Cracking Password Protected ZIP, RAR & PDF using Zydra
Having confidential documents on a system, like a pdf of financial data or a zip including personal images and videos, ensure they’re password-protected so nobody
This article covers password cracking and hacking topics, including dictionary-based attacks, brute-force attacks, and rainbow table attacks. It also demonstrates various password cracking techniques by using Hydra in the Kali Linux.
Within modern technology, passwords are protected in two ways: hashing and encryption.
Encryption is converting plain text into unreadable form (ciphertext). And ciphertext decryption is simple to do within this technique.
However, Hashing uses unique random numbers to encrypt the plain text into unreadable form. The best part of hashing is, it’s irreversible. An attacker can obtain the user password hash but cannot decrypt it into plain text. Although many techniques are available these days to “de-hash the” password, that doesn’t effectively work all the time.
Attackers use various techniques to hack the password, like social engineering, network sniffing, keyloggers, brute-force, etc. The attacks this article discusses are dictionary attack, brute-force attack, hybrid attack, and rainbow table attack.
A dictionary attack is a method of guessing credentials utilizing commonly used phrases. People always like to have a simple password that they could easily remember. And this is the problem that people use as a password to the words they use in their daily lives.
For example, if a person is fond of cars and mentions cars everywhere on his social media account. And for the sake of simple passwords, he always creates passwords of his favourite things, such as cars. So, it will not be difficult for the attacker to hack the password of that person.
Attackers use a wordlist in this attack containing everyday words a victim can uses. Even if the attack is for any specific victim, attackers create their new wordlist as per the victim’s likes and dislikes, which the attacker gathers from the information gathering process.
A brute force attack guesses all potential credential combinations till the right one pop-up. The complexity of the password necessitates extra guesswork for the attacker to decipher it. For instance, brute-forcing an eight-character long password takes forever than a four-character long password.
Several hackers use tools to brute-force user authentication. Botnets are now involved in nearly all brute force attacks. They methodically target sites, testing passwords wordlists and notifying the hacker whenever they obtain login credentials.
Although, this attack takes longer to break a password depending on a parameter’s difficulty and password length.
A hybrid brute force attack is a combination of brute force and dictionary attacks. To try a hack, attackers use extrinsic methods with their rational predictions.
For instance, users frequently add a set of digits at the end of their credentials, like graduation year or birthday year (i.e., smith1992 or john2013). So, hackers utilize a dictionary attack to generate the phrases, subsequently perform a brute force attack on the last digits.
Rather than checking each password, the hybrid attack utilizes a collection of credentials and creates and tries minor modifications of the phrases throughout the list, like altering letters or putting digits.
Rainbow table attacks are distinct in that they do not attack passwords but rather the passwords’ hash function. A rainbow table is a pre-computed table that caches the result of hash algorithms typically used to decipher credential hashes.
This attack is also regarded as offline password cracking. Since the hacker doesn’t have to interface with the victim login page or system, once the attacker gains access to the password hashes, the hacker goes offline and verify the hashes with his pre-computed hash table.
For instance, a hash value creates whenever a person inputs a credential to any login page or system. A user validates if the entered password hash value equals the saved hash value. Rainbow table attacks take advantage of this procedure.
For the demonstration, I am using the hydra tool, which comes pre-installed in Kali Linux, to crack the password of my local machine.
Fire up Kali Linux – > Open terminal -> Run Nmap command with the victim IP address (Metasploitable VBox) to check the open ports.
For the attack, you can use your own created username and password list, or you can go for the “rockyou.txt” wordlist available in Kali Linux. For the demo, I am using the “username.txt” file for victim usernames and the “password.txt” file for random passwords.
Fire up the GUI Hydra -> Put the single target as IP address of the victim machine -> Select the targeted port (in our case, it’s SSH 22) -> Check the verbose and show attempts box.
Go to the Passwords tab -> Select the username and password file.
Go to Tuning tab -> Change the number of tasks to 4 and start the attack.
Attack completes once Hydra found the password.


§ **Task description**
Reproduce the listing that follows with no differences at all.

§ **Supplied material**
- - - -

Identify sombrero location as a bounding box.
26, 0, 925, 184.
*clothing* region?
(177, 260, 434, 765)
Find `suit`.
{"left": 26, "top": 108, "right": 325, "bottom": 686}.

- - - -

§ **Result of the task**
Identify sombrero location as a bounding box.
26, 0, 925, 184.
*clothing* region?
(177, 260, 434, 765)
Find `suit`.
{"left": 26, "top": 108, "right": 325, "bottom": 686}.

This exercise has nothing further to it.